A taxonomy is a list of terms you use to categorize and find your information again, without having to look through every file, image, document, or web page. Using a taxonomy in a corporate, government, or organizational environment allows you to find and re-use content and helps your users search and browse for information.

Let’s start with some examples before we dive into definitions.

Examples

In understanding taxonomy, a few examples can help:

  • A not-for-profit had a lot of files related to their product offerings. The files were a mess across several network drives and personal hard drives. They needed to implement a digital asset management (DAM) system to keep track of the files and they needed a taxonomy to help them categorize and find these files. While they did use a file structure, not everyone understood the file naming or structure and they needed a different way to find files.
  • A technology company was re-doing their Support website and needed to categorize their information by subject. They had different products, services, and topics and wanted to allow users to access these topics in different ways. They also wanted to use taxonomy to dynamically display content on pages, so they didn’t have to hand code every link.
  • An investment company was re-doing their intranet site. Content was created by different teams about the same topic. They wanted to make sure the intranet users could find all content about the same topic, regardless of which team created it or where it was saved on the intranet. They also wanted to improve their search results page to allow users to filter their search results by taxonomy.

You can read about more examples in our post on Examples of Content Taxonomy: How Classification Helps on the Web.

Fighting Information Entropy

With these examples in mind, we can talk about concepts. We have software products that are extremely information heavy. We manage content with content management systems (CMS), digital asset management systems (DAM, product information management systems (PIM), and master data management systems.

How do we keep track of all the content in those systems? Not everyone understands the logic behind a file system and not all content is saved in a folder structure. Taxonomy gives us another avenue to categorize and find information.

Taxonomy lets us categorize our information based on different attributes. These attributes are managed with controlled lists so everyone picks the same values, names are standardized. You can look up content by those values instead of needing to know file names or titles or the saved location.

Content Taxonomy Helps Content Authors

Content authors, those who use a CMS or DAM, can use taxonomy to:

  • Categorize information to find it again
  • Re-use content or link to it more easily
  • Dynamically display information on a website instead of building pages by hand
  • Control terminology so authors are using consistent wording
  • Find content written by others

Content Taxonomy Helps Users

Taxonomy also helps users of a CMS or DAM because they can:

  • Find information outside of a traditional folder structure
  • Find via familiar terminology
  • See improved accuracy of search results
  • Filter the search results by taxonomy

To Summarize

Taxonomy is a categorization technique which allows us to find information without having to remember exactly where it’s stored. It helps us with finding content, re-using content, dynamically creating web pages, filtering search results, and improving the search results displayed.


* REQUIRED ACTION
Run through the records and show each line that includes the string "background".

(Stored items from a collection)
-------------------------

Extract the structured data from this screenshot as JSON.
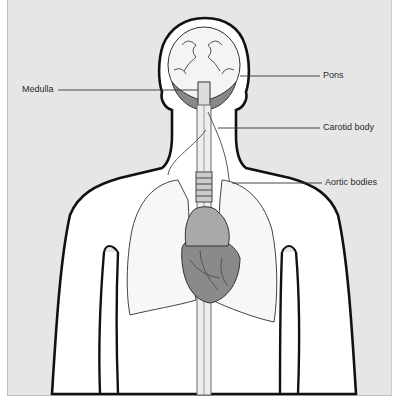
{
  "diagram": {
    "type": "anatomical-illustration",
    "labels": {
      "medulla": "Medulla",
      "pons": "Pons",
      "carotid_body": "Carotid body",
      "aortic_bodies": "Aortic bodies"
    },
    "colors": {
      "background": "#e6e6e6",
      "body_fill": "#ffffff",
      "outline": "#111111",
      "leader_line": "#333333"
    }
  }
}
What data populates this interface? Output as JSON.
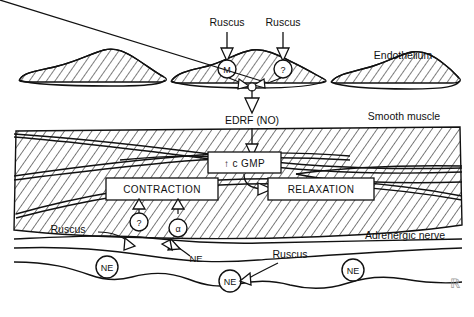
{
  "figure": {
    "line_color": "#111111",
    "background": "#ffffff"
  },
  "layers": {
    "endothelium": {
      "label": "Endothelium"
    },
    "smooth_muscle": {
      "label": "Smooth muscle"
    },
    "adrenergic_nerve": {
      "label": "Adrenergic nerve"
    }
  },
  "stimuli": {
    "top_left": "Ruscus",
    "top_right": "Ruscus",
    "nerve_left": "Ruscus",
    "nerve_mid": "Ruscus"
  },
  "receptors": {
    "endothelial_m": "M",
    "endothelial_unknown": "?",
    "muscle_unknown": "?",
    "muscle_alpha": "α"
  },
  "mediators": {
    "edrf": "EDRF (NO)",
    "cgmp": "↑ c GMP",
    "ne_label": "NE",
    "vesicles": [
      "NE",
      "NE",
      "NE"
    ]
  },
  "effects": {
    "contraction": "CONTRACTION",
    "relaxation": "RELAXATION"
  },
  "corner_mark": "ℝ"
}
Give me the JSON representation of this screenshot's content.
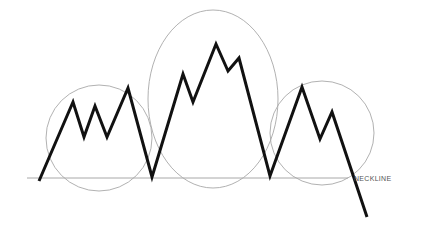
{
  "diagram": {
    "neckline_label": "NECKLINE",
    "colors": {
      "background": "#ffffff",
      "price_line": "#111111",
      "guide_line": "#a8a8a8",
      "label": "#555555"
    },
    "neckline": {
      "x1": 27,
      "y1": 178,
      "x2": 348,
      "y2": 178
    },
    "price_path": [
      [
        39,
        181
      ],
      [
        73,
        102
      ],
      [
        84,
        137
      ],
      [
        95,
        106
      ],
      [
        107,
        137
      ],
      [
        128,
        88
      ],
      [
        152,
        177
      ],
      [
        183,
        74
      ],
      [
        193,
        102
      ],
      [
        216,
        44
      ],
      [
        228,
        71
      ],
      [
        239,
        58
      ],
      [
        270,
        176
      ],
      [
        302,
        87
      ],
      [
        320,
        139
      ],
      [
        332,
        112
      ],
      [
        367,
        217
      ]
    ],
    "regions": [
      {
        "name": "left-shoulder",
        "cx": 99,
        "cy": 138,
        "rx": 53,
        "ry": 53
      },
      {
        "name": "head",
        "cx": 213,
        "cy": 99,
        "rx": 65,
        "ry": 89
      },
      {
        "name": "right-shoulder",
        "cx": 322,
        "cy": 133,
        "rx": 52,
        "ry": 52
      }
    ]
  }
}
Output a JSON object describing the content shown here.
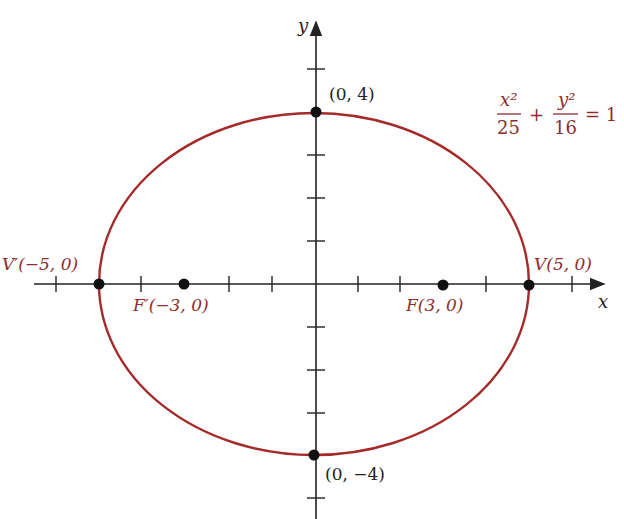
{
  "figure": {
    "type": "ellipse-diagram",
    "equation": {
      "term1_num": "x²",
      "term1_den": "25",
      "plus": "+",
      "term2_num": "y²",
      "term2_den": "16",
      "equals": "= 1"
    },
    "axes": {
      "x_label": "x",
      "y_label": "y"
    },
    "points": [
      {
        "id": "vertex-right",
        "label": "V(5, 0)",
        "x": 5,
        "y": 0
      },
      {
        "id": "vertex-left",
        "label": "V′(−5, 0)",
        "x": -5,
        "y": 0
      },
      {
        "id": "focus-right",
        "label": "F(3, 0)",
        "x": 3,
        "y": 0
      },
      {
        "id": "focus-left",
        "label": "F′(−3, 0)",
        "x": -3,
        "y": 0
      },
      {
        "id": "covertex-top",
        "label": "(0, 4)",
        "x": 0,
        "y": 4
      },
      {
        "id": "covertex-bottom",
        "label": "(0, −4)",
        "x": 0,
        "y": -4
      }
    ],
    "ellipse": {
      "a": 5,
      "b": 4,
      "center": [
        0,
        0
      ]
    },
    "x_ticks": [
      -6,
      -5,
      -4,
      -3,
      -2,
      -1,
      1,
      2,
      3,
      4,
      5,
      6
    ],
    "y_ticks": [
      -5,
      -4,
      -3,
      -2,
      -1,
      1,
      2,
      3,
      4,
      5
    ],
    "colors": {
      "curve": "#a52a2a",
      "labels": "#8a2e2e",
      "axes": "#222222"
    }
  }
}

-------------------------

* RESPONSE AREA
      "background": "#e6e6e6",
    "background": "#ffffff"
      "background": "#ffffff",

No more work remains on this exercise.